While the headlines are currently filled with the fallout of the war in the Middle East, the fallout from a far more permanent phenomenon continues to accelerate in the background. A new report by the UN’s food and weather agencies, titled ‘Extreme Heat and Agriculture’, says that extreme heat has emerged as one of the most serious and acute hazards facing agriculture around the globe, threatening food security and the livelihoods of billions. According to the report, extreme heat acts as a powerful risk multiplier, amplifying existing hazards such as drought and wildfires and creating complex compound impacts that endanger not only production but also the health of agricultural workers. Already, yields of staple crops like maize and wheat have declined by 7.5 and 6.0 per cent per 1C of warming and are projected to decline by up to an additional 10.0 per cent for every 1C of warming in the future. The report specifically mentions increasingly frequent and severe heatwaves in the rain-fed rural areas of Punjab, Pakistan, where fruit productivity has fallen by 50.0 per cent. The extreme heat also threatens livestock, which produce less milk and are under greater threat of certain diseases. Meanwhile, the rural women who do a disproportionate share of physical work, such as water collection, face higher exposure to extreme heat and increased risk of related illnesses.
Conditions like these in the country’s breadbasket are very concerning, to say the least. Pakistan already has one of the worst levels of food insecurity in the world, ranking among just 10 countries that account for two-thirds of people facing food crises globally, according to a new UN report released on Friday (April 24). But it is not just Punjab that is in trouble and extreme heat is not always the cause. Reports last week pointed to a deepening environmental crisis in the mountainous Battagram District of Khyber Pakhtunkhwa, where climate change and disrupted rain patterns are threatening the region’s agriculture. The once predictable rains have reportedly been replaced by drought-like conditions and major local water sources are at critically low levels. Local farmers say they are watching their livelihoods disappear before their eyes. As such, it is not surprising to find that the country increasingly struggles to produce enough food for itself, with the food import bill surging by over 15.0 per cent to $7.09 billion over the first nine months of the current fiscal year. And when it isn’t a lack of rain that is threatening rural livelihoods, it is too much of it. According to an assessment conducted by the ILO, around 3.3 million jobs might have been affected by last year’s monsoon floods, with the majority of the employment losses taking place in the agricultural sector.
The picture that emerges is of an increasingly inimical climate that exacerbates long-term problems such as the declining agricultural sector and high levels of food insecurity. While there is not much that Pakistan can do on its own to counter global warming, since it accounts for less than 1.0 per cent of global emissions and rich countries are loath to cut their fossil fuel dependence, it can take steps towards a more resilient and efficient food production system. Our agri-sector is notorious for how much water it wastes and, as extreme heat rises, upgrading water storage and management infrastructure will be crucial. Ensuring that farm workers are protected from extreme heat through measures like heat shelters will also be important. And while it is fair to point out that none of this deals with the underlying issue of climate change, that goal, remarkably, seems to be receding on the world’s priority list. In such conditions, adaptability is the only measure.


ABOUT THIS TASK — Counting only lines below that hold "Advisory", give the total alone.

MATERIAL SUPPLIED —
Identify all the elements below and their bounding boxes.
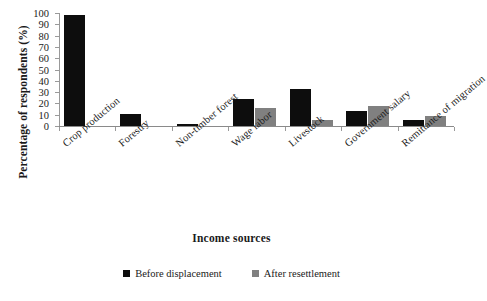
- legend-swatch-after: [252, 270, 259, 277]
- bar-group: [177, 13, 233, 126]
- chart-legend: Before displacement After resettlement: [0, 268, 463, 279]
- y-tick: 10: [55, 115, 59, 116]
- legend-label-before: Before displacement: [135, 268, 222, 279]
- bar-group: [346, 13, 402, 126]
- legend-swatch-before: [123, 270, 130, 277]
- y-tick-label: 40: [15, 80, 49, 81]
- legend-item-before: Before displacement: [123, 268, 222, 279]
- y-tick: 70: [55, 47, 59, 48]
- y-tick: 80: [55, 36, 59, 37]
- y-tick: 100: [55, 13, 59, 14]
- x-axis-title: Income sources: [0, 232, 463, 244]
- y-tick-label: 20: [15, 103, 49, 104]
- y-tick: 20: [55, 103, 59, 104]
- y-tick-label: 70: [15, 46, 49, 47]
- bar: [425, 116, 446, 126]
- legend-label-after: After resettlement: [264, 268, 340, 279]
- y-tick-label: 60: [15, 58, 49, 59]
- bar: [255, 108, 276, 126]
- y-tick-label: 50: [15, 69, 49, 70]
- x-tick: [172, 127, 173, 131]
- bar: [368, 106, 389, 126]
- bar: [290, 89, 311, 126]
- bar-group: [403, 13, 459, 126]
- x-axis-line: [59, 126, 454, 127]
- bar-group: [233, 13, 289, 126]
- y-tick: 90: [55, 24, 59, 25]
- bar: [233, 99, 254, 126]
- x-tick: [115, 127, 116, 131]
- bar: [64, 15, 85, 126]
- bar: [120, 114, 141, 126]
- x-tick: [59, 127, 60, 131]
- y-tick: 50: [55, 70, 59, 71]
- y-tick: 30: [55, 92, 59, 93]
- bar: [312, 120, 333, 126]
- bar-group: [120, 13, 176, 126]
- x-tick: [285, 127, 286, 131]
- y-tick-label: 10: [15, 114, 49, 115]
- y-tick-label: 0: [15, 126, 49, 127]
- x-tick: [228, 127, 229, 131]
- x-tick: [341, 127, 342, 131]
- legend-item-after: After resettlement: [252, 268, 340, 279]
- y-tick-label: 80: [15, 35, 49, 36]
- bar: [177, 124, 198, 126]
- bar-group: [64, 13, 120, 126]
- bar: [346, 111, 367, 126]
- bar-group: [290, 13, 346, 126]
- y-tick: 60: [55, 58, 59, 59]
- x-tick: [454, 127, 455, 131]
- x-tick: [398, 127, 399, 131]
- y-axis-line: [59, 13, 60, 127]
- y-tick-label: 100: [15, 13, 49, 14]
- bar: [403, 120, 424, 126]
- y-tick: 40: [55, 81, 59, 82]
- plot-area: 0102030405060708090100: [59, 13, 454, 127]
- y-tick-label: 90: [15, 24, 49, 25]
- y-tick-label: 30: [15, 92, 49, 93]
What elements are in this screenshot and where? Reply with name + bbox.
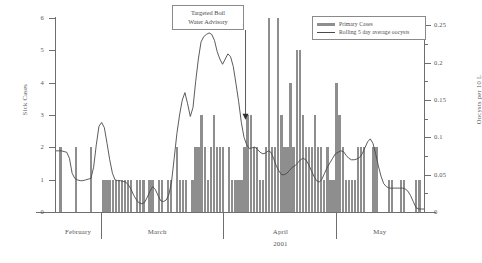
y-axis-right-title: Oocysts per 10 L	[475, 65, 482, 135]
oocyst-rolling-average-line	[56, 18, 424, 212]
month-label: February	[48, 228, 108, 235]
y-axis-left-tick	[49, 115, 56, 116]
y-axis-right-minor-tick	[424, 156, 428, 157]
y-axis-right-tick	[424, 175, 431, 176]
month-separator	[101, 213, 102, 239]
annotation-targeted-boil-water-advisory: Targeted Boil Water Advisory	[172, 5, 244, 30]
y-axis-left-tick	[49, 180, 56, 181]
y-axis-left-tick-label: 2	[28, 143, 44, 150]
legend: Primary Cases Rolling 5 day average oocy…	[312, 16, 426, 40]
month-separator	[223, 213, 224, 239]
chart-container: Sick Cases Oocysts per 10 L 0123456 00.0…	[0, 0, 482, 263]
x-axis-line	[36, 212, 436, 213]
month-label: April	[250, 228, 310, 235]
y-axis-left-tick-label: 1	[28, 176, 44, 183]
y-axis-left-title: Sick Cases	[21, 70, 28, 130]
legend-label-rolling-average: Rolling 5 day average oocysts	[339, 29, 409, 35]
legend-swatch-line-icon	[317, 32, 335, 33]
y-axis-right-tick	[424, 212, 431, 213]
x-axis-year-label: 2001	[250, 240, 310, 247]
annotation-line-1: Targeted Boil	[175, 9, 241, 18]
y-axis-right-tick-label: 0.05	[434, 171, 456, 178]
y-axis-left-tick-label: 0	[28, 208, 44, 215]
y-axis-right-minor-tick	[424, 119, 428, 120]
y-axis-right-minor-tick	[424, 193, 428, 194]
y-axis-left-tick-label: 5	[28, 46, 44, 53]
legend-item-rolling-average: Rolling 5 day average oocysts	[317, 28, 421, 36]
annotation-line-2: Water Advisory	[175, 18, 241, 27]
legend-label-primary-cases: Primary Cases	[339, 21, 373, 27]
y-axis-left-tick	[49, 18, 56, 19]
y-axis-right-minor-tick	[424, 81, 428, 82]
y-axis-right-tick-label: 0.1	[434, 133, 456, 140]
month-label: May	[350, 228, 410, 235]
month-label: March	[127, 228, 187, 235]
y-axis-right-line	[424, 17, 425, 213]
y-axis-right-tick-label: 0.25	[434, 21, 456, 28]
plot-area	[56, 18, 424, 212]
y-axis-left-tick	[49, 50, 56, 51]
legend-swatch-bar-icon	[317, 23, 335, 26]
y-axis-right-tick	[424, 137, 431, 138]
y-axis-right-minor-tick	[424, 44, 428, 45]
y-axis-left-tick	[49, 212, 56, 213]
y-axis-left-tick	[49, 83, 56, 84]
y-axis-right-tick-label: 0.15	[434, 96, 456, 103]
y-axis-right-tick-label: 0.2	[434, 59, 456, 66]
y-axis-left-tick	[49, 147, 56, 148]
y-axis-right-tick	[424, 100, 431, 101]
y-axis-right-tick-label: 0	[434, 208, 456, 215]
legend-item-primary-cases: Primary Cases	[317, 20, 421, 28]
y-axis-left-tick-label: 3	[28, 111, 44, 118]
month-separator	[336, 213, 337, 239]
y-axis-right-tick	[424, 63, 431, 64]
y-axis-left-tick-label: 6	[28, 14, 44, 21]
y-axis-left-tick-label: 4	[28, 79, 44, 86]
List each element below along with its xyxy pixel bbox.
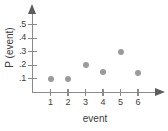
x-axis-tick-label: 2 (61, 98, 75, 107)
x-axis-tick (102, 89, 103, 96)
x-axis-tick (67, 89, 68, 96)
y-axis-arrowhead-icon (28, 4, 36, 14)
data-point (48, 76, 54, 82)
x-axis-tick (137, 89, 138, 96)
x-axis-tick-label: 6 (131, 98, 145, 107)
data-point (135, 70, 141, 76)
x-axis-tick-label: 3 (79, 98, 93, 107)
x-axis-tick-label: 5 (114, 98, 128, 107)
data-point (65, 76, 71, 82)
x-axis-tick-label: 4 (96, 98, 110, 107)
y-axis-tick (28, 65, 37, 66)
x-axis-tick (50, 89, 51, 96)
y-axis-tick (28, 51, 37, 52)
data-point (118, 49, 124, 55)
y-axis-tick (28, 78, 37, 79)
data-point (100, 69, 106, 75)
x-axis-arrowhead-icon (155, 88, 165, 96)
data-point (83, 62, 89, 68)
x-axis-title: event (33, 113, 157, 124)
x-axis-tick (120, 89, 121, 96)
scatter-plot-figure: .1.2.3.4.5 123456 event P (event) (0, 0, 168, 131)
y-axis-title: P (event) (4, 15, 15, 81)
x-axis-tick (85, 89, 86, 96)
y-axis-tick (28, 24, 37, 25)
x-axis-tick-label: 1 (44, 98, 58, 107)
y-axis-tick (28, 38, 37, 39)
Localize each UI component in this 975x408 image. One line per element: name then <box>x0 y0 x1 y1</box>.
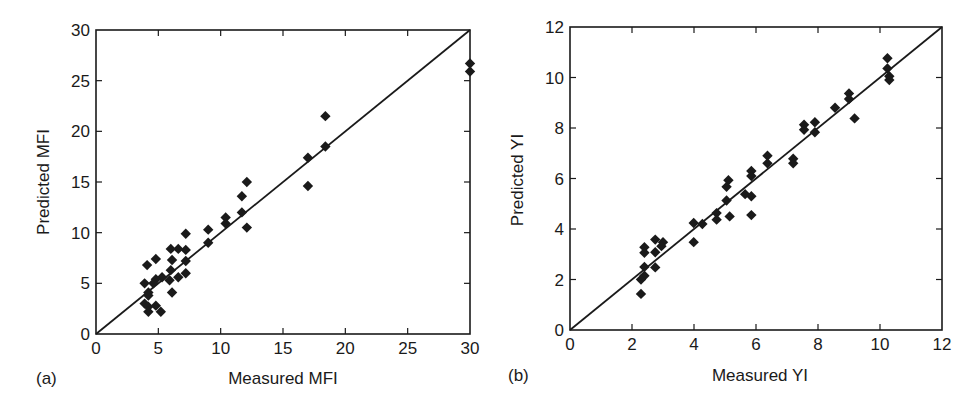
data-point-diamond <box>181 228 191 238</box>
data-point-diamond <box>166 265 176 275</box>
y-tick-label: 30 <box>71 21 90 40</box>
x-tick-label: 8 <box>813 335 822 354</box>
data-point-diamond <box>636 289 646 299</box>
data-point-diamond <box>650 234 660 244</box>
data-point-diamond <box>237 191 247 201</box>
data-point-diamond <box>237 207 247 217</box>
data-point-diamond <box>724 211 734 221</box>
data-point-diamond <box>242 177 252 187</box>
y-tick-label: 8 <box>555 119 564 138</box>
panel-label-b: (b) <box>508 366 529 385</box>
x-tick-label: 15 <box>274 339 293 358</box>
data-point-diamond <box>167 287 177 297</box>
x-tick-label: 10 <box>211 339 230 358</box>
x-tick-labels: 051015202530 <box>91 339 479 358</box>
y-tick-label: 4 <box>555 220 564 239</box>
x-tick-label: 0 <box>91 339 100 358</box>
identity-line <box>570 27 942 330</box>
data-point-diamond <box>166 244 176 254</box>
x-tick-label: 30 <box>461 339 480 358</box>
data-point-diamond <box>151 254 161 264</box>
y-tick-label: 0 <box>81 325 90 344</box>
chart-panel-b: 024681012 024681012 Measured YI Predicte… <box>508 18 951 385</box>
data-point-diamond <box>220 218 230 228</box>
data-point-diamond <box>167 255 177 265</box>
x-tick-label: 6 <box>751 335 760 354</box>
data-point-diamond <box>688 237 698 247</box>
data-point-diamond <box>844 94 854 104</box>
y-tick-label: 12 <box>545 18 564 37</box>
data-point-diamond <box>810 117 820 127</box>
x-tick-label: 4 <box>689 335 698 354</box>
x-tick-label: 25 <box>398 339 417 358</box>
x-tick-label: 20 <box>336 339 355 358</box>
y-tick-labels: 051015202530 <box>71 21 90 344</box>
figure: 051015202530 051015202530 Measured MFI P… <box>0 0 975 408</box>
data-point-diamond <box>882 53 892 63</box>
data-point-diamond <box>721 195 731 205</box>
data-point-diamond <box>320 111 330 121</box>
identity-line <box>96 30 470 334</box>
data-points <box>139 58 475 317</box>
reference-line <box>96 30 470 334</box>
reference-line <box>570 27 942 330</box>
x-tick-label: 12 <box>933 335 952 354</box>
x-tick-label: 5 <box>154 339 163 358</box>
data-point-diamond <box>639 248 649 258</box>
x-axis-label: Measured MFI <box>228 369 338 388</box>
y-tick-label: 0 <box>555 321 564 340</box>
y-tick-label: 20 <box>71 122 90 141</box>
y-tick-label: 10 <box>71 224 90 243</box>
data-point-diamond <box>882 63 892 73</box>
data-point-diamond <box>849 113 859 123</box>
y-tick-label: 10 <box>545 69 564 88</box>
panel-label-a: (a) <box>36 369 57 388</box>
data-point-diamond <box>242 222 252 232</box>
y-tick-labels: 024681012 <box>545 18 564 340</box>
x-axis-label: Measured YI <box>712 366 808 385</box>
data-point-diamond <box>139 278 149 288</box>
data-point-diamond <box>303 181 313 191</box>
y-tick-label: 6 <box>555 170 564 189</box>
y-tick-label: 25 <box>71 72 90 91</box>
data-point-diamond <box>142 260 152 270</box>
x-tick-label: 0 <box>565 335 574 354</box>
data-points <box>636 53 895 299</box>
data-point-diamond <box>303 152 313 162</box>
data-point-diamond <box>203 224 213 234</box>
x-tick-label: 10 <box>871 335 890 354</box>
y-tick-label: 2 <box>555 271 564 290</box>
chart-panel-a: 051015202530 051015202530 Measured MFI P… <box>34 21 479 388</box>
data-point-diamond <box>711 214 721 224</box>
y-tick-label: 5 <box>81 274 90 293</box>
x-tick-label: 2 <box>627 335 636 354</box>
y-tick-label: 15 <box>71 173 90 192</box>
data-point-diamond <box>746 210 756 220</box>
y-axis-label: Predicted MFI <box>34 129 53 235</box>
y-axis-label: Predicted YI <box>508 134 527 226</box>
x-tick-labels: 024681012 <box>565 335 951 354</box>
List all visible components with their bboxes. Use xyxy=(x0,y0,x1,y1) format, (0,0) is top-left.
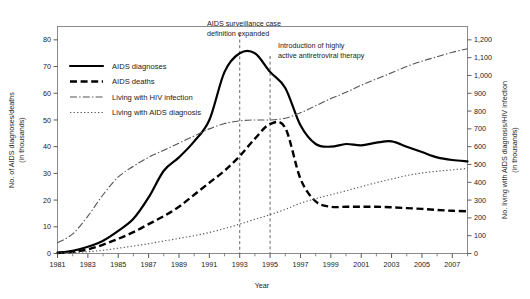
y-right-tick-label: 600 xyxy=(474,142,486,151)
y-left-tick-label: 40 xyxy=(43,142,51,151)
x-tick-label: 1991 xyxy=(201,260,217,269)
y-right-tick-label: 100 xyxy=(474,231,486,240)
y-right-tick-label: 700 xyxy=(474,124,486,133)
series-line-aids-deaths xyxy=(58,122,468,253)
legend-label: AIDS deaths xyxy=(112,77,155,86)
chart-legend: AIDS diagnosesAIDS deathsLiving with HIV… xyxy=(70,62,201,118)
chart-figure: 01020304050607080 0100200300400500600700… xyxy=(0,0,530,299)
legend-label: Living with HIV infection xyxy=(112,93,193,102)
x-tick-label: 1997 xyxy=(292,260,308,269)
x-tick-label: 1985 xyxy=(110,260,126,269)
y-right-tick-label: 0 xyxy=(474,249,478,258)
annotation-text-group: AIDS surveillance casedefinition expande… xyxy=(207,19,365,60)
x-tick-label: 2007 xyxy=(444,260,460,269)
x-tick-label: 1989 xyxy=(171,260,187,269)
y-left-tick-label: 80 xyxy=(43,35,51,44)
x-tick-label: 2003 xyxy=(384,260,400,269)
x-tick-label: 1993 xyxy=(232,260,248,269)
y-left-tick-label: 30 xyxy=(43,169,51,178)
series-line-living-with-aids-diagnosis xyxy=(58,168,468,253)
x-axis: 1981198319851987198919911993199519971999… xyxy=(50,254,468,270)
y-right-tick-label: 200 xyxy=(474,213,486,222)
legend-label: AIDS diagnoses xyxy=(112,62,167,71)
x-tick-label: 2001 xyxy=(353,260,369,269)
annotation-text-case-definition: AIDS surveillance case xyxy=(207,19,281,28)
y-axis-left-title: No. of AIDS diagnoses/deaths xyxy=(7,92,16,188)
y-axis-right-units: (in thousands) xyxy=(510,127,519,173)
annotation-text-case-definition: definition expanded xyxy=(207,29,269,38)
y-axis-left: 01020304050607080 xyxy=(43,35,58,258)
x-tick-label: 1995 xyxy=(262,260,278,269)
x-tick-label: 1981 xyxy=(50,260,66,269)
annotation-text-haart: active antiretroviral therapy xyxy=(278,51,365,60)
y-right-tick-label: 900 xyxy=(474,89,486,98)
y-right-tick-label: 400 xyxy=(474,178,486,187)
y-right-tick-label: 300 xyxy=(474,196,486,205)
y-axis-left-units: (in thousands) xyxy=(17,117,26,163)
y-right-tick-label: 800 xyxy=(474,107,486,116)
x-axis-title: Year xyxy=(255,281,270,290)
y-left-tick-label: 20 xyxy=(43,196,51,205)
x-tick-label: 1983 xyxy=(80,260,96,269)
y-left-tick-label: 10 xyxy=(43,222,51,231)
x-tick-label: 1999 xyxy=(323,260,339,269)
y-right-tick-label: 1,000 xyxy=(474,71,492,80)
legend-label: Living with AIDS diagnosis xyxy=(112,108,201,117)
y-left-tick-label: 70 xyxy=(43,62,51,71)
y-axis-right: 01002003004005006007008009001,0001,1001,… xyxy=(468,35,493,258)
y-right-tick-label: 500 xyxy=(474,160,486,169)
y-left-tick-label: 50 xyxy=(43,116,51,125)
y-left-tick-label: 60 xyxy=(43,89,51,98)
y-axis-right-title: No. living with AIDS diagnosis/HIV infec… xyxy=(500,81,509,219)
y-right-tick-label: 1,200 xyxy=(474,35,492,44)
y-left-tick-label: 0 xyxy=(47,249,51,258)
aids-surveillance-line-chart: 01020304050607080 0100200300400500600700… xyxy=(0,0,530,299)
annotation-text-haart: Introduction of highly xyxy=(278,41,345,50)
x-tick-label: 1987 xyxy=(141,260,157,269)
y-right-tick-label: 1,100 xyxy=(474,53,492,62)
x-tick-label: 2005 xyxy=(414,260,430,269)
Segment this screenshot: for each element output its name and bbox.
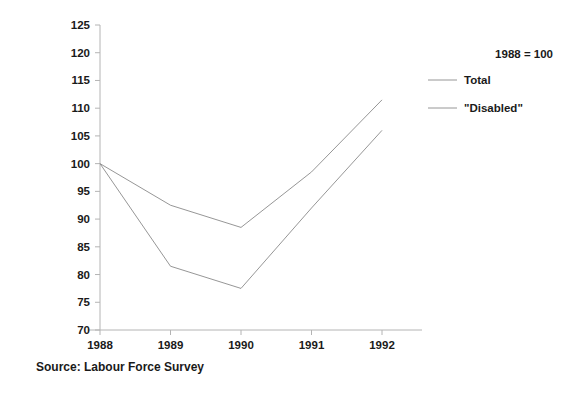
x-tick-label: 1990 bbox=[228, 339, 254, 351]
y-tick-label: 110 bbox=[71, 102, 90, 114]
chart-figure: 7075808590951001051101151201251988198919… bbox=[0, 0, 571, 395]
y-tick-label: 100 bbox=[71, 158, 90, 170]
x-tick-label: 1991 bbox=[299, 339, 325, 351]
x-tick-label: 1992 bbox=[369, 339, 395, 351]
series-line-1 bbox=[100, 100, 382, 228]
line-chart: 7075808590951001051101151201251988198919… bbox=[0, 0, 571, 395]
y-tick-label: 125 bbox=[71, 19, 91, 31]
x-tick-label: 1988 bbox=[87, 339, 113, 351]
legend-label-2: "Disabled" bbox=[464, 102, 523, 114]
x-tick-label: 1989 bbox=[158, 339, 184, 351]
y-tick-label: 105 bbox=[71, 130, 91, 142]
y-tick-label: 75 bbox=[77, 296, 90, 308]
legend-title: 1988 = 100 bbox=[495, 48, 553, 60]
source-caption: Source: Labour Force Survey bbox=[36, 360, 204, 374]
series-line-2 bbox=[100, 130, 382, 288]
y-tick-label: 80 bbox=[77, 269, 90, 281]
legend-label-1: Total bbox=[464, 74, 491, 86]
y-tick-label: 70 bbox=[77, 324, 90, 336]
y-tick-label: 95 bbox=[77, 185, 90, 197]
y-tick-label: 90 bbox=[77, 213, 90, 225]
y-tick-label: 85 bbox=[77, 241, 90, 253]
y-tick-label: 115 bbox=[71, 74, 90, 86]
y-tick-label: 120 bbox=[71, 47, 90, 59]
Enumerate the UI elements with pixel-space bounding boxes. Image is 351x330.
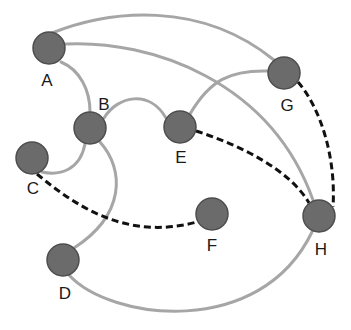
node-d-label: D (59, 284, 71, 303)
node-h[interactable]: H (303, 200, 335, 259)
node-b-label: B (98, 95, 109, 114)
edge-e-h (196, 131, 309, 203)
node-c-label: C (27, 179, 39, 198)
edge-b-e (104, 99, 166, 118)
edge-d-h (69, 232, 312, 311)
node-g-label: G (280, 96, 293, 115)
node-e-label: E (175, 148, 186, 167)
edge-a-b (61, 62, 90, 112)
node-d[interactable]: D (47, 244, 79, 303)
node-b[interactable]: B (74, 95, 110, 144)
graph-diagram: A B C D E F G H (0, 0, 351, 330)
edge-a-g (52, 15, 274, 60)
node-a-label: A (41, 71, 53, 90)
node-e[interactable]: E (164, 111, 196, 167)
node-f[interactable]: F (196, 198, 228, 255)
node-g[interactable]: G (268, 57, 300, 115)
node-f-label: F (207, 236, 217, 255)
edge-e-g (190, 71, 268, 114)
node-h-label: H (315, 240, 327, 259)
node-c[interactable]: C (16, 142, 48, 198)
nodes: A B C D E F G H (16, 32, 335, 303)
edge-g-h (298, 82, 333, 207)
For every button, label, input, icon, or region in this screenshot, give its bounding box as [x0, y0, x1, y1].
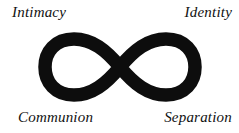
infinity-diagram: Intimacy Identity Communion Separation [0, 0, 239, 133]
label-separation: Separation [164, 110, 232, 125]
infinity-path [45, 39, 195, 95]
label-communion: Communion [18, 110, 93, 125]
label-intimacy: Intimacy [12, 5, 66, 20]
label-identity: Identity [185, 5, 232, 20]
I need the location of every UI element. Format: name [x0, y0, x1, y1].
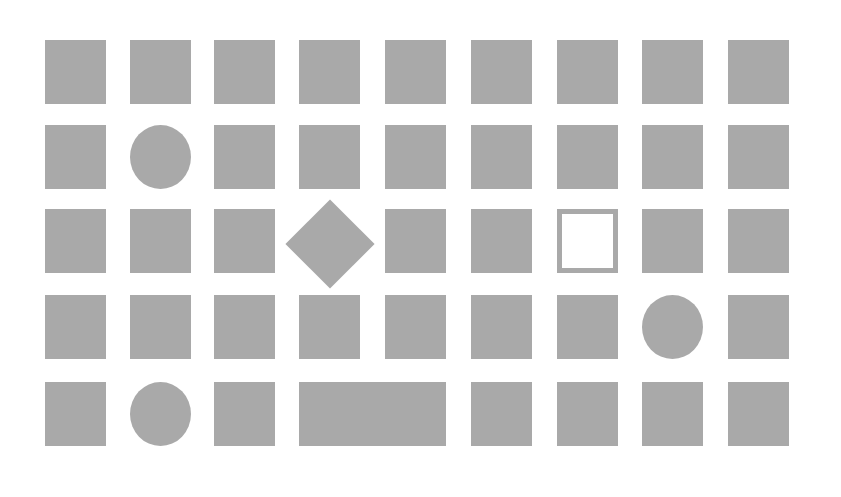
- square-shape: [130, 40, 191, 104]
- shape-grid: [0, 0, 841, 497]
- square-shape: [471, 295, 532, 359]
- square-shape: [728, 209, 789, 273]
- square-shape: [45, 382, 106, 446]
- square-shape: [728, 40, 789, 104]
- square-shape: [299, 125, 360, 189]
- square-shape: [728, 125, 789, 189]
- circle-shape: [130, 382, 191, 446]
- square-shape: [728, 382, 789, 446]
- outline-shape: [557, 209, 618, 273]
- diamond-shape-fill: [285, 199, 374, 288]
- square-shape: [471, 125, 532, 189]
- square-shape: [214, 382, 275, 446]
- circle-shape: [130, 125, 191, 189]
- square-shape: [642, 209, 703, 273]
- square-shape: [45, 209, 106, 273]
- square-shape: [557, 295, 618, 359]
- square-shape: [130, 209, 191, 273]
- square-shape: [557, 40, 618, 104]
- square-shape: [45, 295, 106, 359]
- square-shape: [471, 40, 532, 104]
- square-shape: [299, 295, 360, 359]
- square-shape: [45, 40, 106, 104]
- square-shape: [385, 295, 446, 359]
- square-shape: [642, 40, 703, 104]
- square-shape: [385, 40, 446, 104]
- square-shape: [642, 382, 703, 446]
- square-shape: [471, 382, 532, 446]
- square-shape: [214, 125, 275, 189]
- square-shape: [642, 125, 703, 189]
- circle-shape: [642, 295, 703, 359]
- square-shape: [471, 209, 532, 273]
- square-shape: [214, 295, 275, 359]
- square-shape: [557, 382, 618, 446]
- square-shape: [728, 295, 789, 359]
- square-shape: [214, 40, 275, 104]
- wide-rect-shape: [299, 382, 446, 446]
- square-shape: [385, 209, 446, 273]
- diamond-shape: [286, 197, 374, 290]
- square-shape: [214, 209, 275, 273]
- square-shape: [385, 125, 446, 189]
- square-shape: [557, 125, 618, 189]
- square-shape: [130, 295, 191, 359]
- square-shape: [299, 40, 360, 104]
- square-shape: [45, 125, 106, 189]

ANSWER — 2